TI Shooting For All Day Battery Life in 2013
Texas Instruments is reportedly working on a chip that will enable all-day computing thanks to intelligent caching, better memory access and an all-around improved SoC design.
Texas Instruments product manager Brian Carlson reportedly told Fudzilla that the company plans to release a 20-nm successor to the upcoming OMAP 5 SoC that should enable true all-day computing. This new development is interesting given that previous reports indicated that Texas Instruments is actually planning to sell its OMAP division once OMAP 5 is out the door.
According to Carlson, the OMAP 5 successor is slated to arrive in 2013 and should allow the device's battery to last from the early morning hours until it's time to crawl up under the sheets for the night. The company believes this can be accomplished by making its future chips and hardware more power efficient.
But in addition to designing a more efficient SoC, the company also plans to implement "intelligent" caching and better access to memory for tablets and smartphones, as these two factors alone can help drain the battery's reserve. There's also plans to have the 20-nm chip put the host device into sleep mode more often, and to make the devices slow down / wake up faster in the process.
As reported earlier, Texas Instruments may actually sell off its OMAP division while the company is still riding high as one of the major mobile players. The rumor suggests that the company is shopping its OMAP portion to big names like Intel, AMD, Nvidia and ATIC. One suggestion is that ATIC would provide its newly-acquired OMAP division not only with cutting edge processing technology, but a huge financial backing. Global Foundries could even license OMAP-based IP to external parties like Nvidia and other licensees.
But if Texas Instruments is still planning on OMAP chips in 2013, the division sale may not even be in the works. As it stands now, we will likely not see the true full-day mobile computing scenario Carlson describes for another few years. And as Fudzilla points out, we also haven't seen any announcements on new batteries, so it appears that we'll still use the same Lithium Ion batteries and tote around our chargers for the next few years.
Thing is, you can not make something out of nothing. As long as the batteries remain the same, an increase in processor power will mean decrease in battery time, even with all the memory management accounted for. The brick wall will be hit sooner or later.
Thanx
From just a random announcement? Battery breakthroughs are so hard because you can't just excel and do better than Li-ion in just ONE area whilst being worse in others. You might have a breakthrough in holding more energy than Li-ion but then if you're worse at any of the following you can't exactly bring it to market:
have a poor charge life cycle so the battery dies after 100 of recharging
expensive material making it economically infeasible
not as tolerant to temperature so loses charges as it gets warmer (esp. inside a mobile device) or colder (go skiing)
slower in charging
is more volatile and therefore note safe
I'm sure there are many more but you get the point that it's hard to get a breakthrough because your technology must be all-round good for the other capabilities as well.
Why do you need that? Im rocking the 16 year old Ti-82 I bought in 8th grade and its still playing drugwars just fine..
For me it's a big turn off that just about all the money spent on purchasing a TI calculator is the software, the hardware is worth about $5.
I really don't see why they don't put in a 100MHZ processor that usually clocks at the normal 12MHZ or whatever speed to save the batteries, but can clock up when graphing or doing other heavy calculations.
It is totally ridiculous that graphing a simple y-mx+b equation isn't instant.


**Exercise:**
Without any pictures, restate the full set of records below exactly.
━━ Records shown
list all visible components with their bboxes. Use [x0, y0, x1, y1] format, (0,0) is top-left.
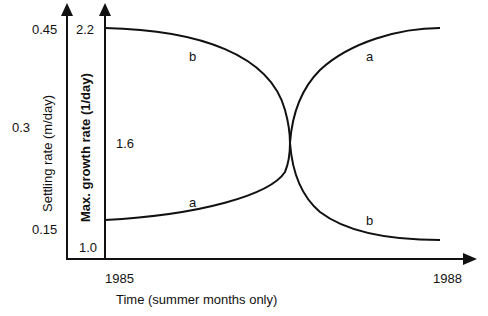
time-axis-arrow-icon — [463, 253, 477, 265]
curves — [105, 28, 440, 240]
y-inner-tick-1.6: 1.6 — [116, 136, 134, 151]
curve-a-right — [290, 28, 440, 143]
curve-label-a-right: a — [366, 49, 374, 64]
y-left-tick-0.15: 0.15 — [32, 222, 57, 237]
settling-rate-axis-arrow-icon — [61, 3, 73, 16]
curve-label-b-left: b — [189, 49, 196, 64]
y-inner-axis-title: Max. growth rate (1/day) — [78, 73, 93, 222]
x-tick-1988: 1988 — [433, 271, 462, 286]
axes — [61, 3, 477, 265]
x-axis-title: Time (summer months only) — [116, 292, 277, 307]
curve-a-left — [105, 143, 290, 220]
curve-label-b-right: b — [366, 213, 373, 228]
curve-b-right — [290, 143, 440, 240]
y-inner-tick-2.2: 2.2 — [76, 22, 94, 37]
curve-b-left — [105, 28, 290, 143]
y-left-tick-0.45: 0.45 — [32, 22, 57, 37]
y-inner-tick-1.0: 1.0 — [79, 240, 97, 255]
growth-rate-axis-arrow-icon — [99, 3, 111, 16]
curve-label-a-left: a — [189, 195, 197, 210]
y-left-axis-title: Settling rate (m/day) — [40, 95, 55, 212]
chart-canvas: b a a b 0.45 0.3 0.15 2.2 1.6 1.0 Settli… — [0, 0, 488, 316]
x-tick-1985: 1985 — [105, 271, 134, 286]
y-left-tick-0.3: 0.3 — [12, 120, 30, 135]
━━━━
**Solution for this task:**
list all visible components with their bboxes. Use [x0, y0, x1, y1] format, (0,0) is top-left.
time-axis-arrow-icon — [463, 253, 477, 265]
curves — [105, 28, 440, 240]
y-inner-tick-1.6: 1.6 — [116, 136, 134, 151]
curve-a-right — [290, 28, 440, 143]
curve-label-a-right: a — [366, 49, 374, 64]
y-left-tick-0.15: 0.15 — [32, 222, 57, 237]
settling-rate-axis-arrow-icon — [61, 3, 73, 16]
curve-label-b-left: b — [189, 49, 196, 64]
y-inner-axis-title: Max. growth rate (1/day) — [78, 73, 93, 222]
x-tick-1988: 1988 — [433, 271, 462, 286]
axes — [61, 3, 477, 265]
x-axis-title: Time (summer months only) — [116, 292, 277, 307]
curve-a-left — [105, 143, 290, 220]
curve-label-b-right: b — [366, 213, 373, 228]
curve-b-right — [290, 143, 440, 240]
y-inner-tick-2.2: 2.2 — [76, 22, 94, 37]
curve-b-left — [105, 28, 290, 143]
y-left-tick-0.45: 0.45 — [32, 22, 57, 37]
y-inner-tick-1.0: 1.0 — [79, 240, 97, 255]
growth-rate-axis-arrow-icon — [99, 3, 111, 16]
curve-label-a-left: a — [189, 195, 197, 210]
y-left-axis-title: Settling rate (m/day) — [40, 95, 55, 212]
chart-canvas: b a a b 0.45 0.3 0.15 2.2 1.6 1.0 Settli… — [0, 0, 488, 316]
x-tick-1985: 1985 — [105, 271, 134, 286]
y-left-tick-0.3: 0.3 — [12, 120, 30, 135]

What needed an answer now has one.